To enhance autonomous driving safety in complex scenarios, various methods have been proposed to simulate LiDAR point cloud data. Nevertheless, these methods often face challenges in producing high-quality, diverse, and controllable foreground objects. To address the needs of object-aware tasks in 3D perception, we introduce OLiDM, a novel framework capable of generating high-fidelity LiDAR data at both the object and the scene levels. OLiDM consists of two pivotal components: the Object-Scene Progressive Generation (OPG) module and the Object Semantic Alignment (OSA) module. OPG adapts to user-specific prompts to generate desired foreground objects, which are subsequently employed as conditions in scene generation, ensuring controllable outputs at both the object and scene levels. This also facilitates the association of user-defined object-level annotations with the generated LiDAR scenes. Moreover, OSA aims to rectify the misalignment between foreground objects and background scenes, enhancing the overall quality of the generated objects. The broad effectiveness of OLiDM is demonstrated across various LiDAR generation tasks, as well as in 3D perception tasks. Specifically, on the KITTI-360 dataset, OLiDM surpasses prior state-of-the-art methods such as UltraLiDAR by 17.5 in FPD. Additionally, in sparse-to-dense LiDAR completion, OLiDM achieves a significant improvement over LiDARGen, with a 57.47\% increase in semantic IoU. Moreover, OLiDM enhances the performance of mainstream 3D detectors by 2.4\% in mAP and 1.9\% in NDS, underscoring its potential in advancing object-aware 3D tasks. Code is available at: https://yanty123.github.io/OLiDM.

Paper Structure

This paper contains 26 sections, 9 equations, 17 figures, 5 tables.

Figures (17)

  • Figure 1: To assess the quality of foreground objects, we utilize an off-the-shelf 3D detector (i.e., SECOND yan2018second trained on KITTI geiger2013kitti) to identify 3D objects in LiDAR data generated by various methods, including LiDARGen, UltraLiDAR and our OLiDM. (a) Visualization of some detected 3D objects in generated LiDAR scenes, where OLiDM enables the creation of LiDAR data with high-fidelity foreground objects. (b-c) We count the number and evaluate the quality of the detected objects, revealing our generated LiDAR data presents a similar distribution compared to the real data in KITTI-360 liao2022kitti360. In contrast, LiDARGen and UltraLiDAR produce significantly fewer foreground objects with lower quality. (d) Foreground object points represent a minimal fraction of the total scene points, highlighting the challenges of generating high-quality foreground objects. Please zoom in for detailed visualization.
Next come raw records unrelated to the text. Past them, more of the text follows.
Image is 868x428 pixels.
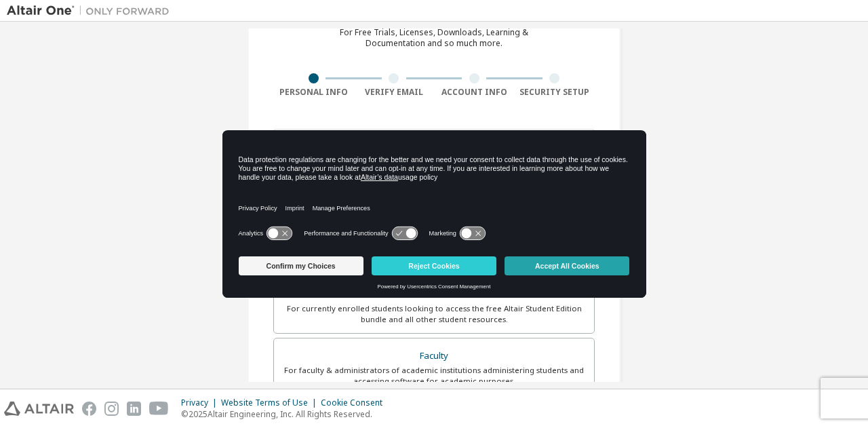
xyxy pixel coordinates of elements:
img: youtube.svg [149,401,169,416]
img: linkedin.svg [127,401,141,416]
div: For Free Trials, Licenses, Downloads, Learning & Documentation and so much more. [340,27,528,49]
div: For faculty & administrators of academic institutions administering students and accessing softwa... [282,365,586,386]
img: facebook.svg [82,401,96,416]
div: Verify Email [354,86,434,97]
p: © 2025 Altair Engineering, Inc. All Rights Reserved. [181,408,390,420]
div: Security Setup [515,86,596,97]
div: Cookie Consent [320,397,390,408]
div: Account Info [434,86,515,97]
img: altair_logo.svg [4,401,74,416]
img: instagram.svg [104,401,119,416]
div: For currently enrolled students looking to access the free Altair Student Edition bundle and all ... [282,303,586,324]
div: Website Terms of Use [221,397,320,408]
div: Personal Info [273,86,354,97]
div: Faculty [282,346,586,366]
div: Privacy [181,397,221,408]
img: Altair One [7,4,176,18]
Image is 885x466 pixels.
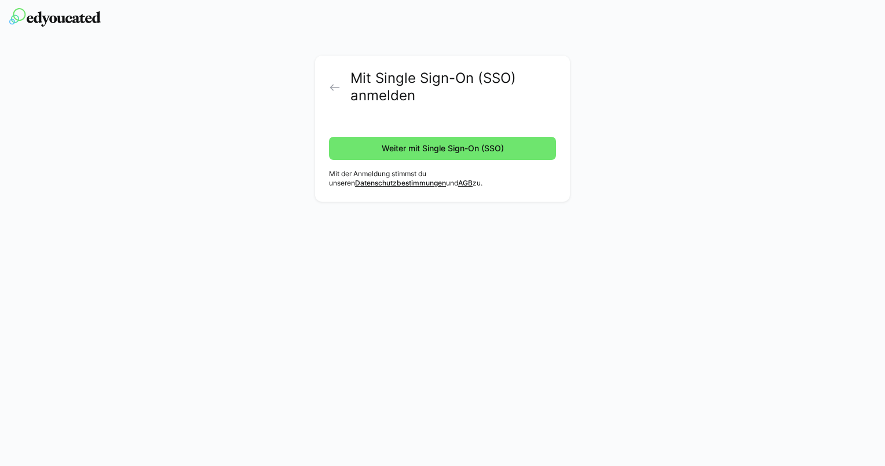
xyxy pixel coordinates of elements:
[329,169,556,188] p: Mit der Anmeldung stimmst du unseren und zu.
[9,8,101,27] img: edyoucated
[458,178,473,187] a: AGB
[355,178,446,187] a: Datenschutzbestimmungen
[329,137,556,160] button: Weiter mit Single Sign-On (SSO)
[350,70,556,104] h2: Mit Single Sign-On (SSO) anmelden
[380,143,506,154] span: Weiter mit Single Sign-On (SSO)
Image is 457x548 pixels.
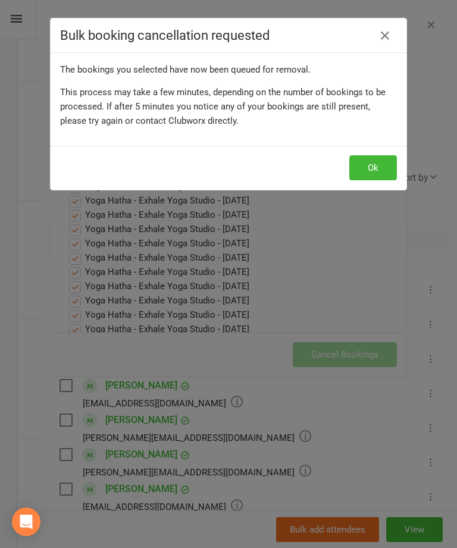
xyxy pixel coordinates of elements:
[349,155,397,180] button: Ok
[60,85,397,128] div: This process may take a few minutes, depending on the number of bookings to be processed. If afte...
[375,26,394,45] a: Close
[60,28,397,43] h4: Bulk booking cancellation requested
[60,62,397,77] div: The bookings you selected have now been queued for removal.
[12,508,40,536] div: Open Intercom Messenger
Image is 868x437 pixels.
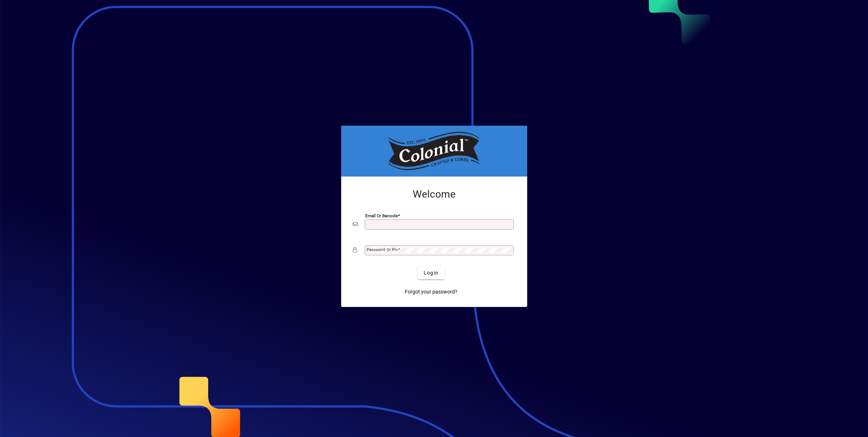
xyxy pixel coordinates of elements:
[424,269,439,276] span: Login
[418,266,444,279] button: Login
[365,213,398,218] mat-label: Email or Barcode
[353,188,516,200] h2: Welcome
[405,288,458,295] span: Forgot your password?
[367,247,398,252] mat-label: Password or Pin
[402,285,461,298] a: Forgot your password?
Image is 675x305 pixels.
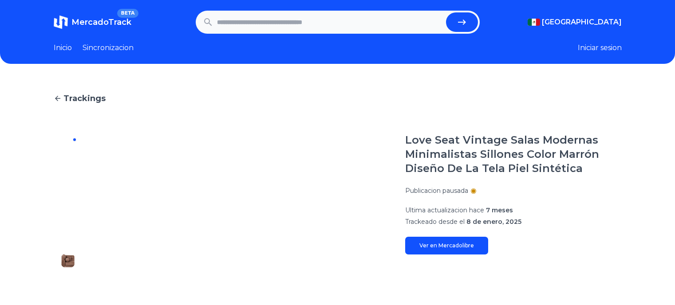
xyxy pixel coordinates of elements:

  • Figure 2: Pipeline of OLiDM.OLiDM is designed to generate diverse, controllable, and realistic LiDAR point clouds at both object and scene levels through the Object-Scene Progressive Generation (OPG) process. Object Generation: OPG carefully combines conditions such as text descriptions and 3D geometric context to accurately model LiDAR objects. Scene Generation: OPG then incorporates these generated objects as specific conditions during scene-level generation, supported by a scene controller and an object semantic alignment module.
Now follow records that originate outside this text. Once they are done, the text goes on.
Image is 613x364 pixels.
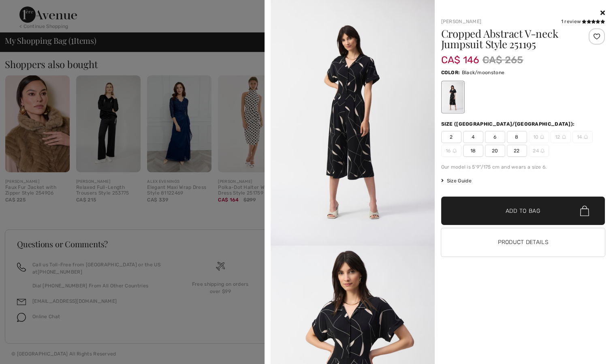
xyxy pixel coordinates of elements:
span: 24 [529,144,549,157]
img: ring-m.svg [540,135,544,139]
span: Color: [441,70,460,76]
div: Size ([GEOGRAPHIC_DATA]/[GEOGRAPHIC_DATA]): [441,120,577,127]
span: 8 [507,131,527,143]
img: ring-m.svg [453,149,457,153]
span: 20 [485,144,505,157]
span: Add to Bag [506,207,541,215]
span: 22 [507,144,527,157]
span: CA$ 146 [441,46,479,66]
span: 4 [463,131,484,143]
div: Black/moonstone [442,82,463,112]
span: CA$ 265 [483,53,524,67]
span: 18 [463,144,484,157]
img: Bag.svg [580,205,589,216]
img: ring-m.svg [541,149,545,153]
div: Our model is 5'9"/175 cm and wears a size 6. [441,163,605,170]
span: 6 [485,131,505,143]
span: Black/moonstone [462,70,505,76]
button: Add to Bag [441,196,605,225]
span: 14 [573,131,593,143]
button: Product Details [441,228,605,256]
img: ring-m.svg [562,135,566,139]
span: Size Guide [441,177,472,184]
div: 1 review [561,18,605,25]
span: 10 [529,131,549,143]
img: ring-m.svg [584,135,588,139]
h1: Cropped Abstract V-neck Jumpsuit Style 251195 [441,28,578,50]
span: 2 [441,131,461,143]
a: [PERSON_NAME] [441,18,482,24]
span: 16 [441,144,461,157]
span: Chat [18,6,34,13]
span: 12 [551,131,571,143]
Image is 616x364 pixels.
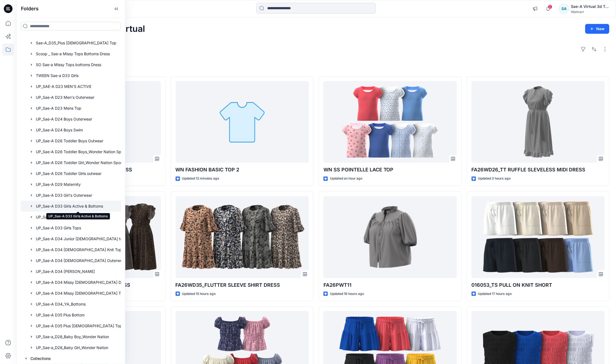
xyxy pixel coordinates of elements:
a: WN SS POINTELLE LACE TOP [324,81,457,163]
p: Updated an hour ago [330,176,363,181]
div: Walmart [571,10,609,14]
p: WN SS POINTELLE LACE TOP [324,166,457,173]
div: SA [559,4,569,13]
p: WN FASHION BASIC TOP 2 [176,166,309,173]
p: FA26WD35_FLUTTER SLEEVE SHIRT DRESS [176,281,309,289]
button: New [585,24,610,34]
p: Updated 15 hours ago [182,291,216,296]
a: 016053_TS PULL ON KNIT SHORT [472,196,605,278]
a: FA26PWT11 [324,196,457,278]
span: 2 [548,5,553,9]
p: Updated 12 minutes ago [182,176,219,181]
p: FA26WD26_TT RUFFLE SLEVELESS MIDI DRESS [472,166,605,173]
p: Updated 3 hours ago [478,176,511,181]
a: WN FASHION BASIC TOP 2 [176,81,309,163]
h4: Styles [23,64,610,71]
p: FA26PWT11 [324,281,457,289]
p: 016053_TS PULL ON KNIT SHORT [472,281,605,289]
p: Updated 16 hours ago [330,291,364,296]
a: FA26WD26_TT RUFFLE SLEVELESS MIDI DRESS [472,81,605,163]
p: Updated 17 hours ago [478,291,512,296]
a: FA26WD35_FLUTTER SLEEVE SHIRT DRESS [176,196,309,278]
p: Collections [31,355,51,362]
div: Sae-A Virtual 3d Team [571,3,609,10]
  • Figure 3: The Object Semantic Alignment (OSA) module aligns object features based on their semantic space, enhancing the foreground object generation and contributing to the overall quality of the generated LiDAR scenes.
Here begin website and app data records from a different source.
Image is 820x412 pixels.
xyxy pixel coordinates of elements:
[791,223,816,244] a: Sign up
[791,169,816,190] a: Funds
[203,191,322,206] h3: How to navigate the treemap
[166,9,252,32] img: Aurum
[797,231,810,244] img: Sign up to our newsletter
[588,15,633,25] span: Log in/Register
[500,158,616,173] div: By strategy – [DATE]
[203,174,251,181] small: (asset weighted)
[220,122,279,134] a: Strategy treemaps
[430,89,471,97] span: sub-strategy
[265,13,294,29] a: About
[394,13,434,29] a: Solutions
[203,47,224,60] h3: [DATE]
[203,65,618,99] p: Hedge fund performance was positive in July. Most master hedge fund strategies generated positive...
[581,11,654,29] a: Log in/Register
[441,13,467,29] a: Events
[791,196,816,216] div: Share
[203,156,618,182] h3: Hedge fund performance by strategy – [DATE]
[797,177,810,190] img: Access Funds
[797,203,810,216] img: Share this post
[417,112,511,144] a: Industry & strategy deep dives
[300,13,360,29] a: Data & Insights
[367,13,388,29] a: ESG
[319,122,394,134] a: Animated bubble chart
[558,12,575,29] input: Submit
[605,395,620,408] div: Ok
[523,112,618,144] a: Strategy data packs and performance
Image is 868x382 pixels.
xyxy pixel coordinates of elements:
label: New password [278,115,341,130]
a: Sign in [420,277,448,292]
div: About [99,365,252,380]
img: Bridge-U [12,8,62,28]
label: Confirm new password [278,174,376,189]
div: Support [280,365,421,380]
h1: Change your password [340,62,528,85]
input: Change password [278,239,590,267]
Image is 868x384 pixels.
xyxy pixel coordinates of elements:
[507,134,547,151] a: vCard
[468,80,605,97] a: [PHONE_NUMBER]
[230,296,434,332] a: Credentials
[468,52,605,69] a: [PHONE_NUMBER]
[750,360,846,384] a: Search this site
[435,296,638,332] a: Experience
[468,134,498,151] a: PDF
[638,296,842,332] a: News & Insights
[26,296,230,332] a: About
  • Figure 4: Qualitative comparison against baselines on LiDAR generation. We compare with LiDARGen, UltraLiDAR and include real LiDAR for reference. OLiDM generates LiDAR data with more realistic sparsity and beam patterns. Red, Blue and Green boxes are the detected objects (car, cyclist and pedestrian) from a 3D detector trained on KITTI.
  • Figure 5: Sparse-to-dense Completion. The semantic results are predicted by RangeNet-53 milioto2019rangenet++.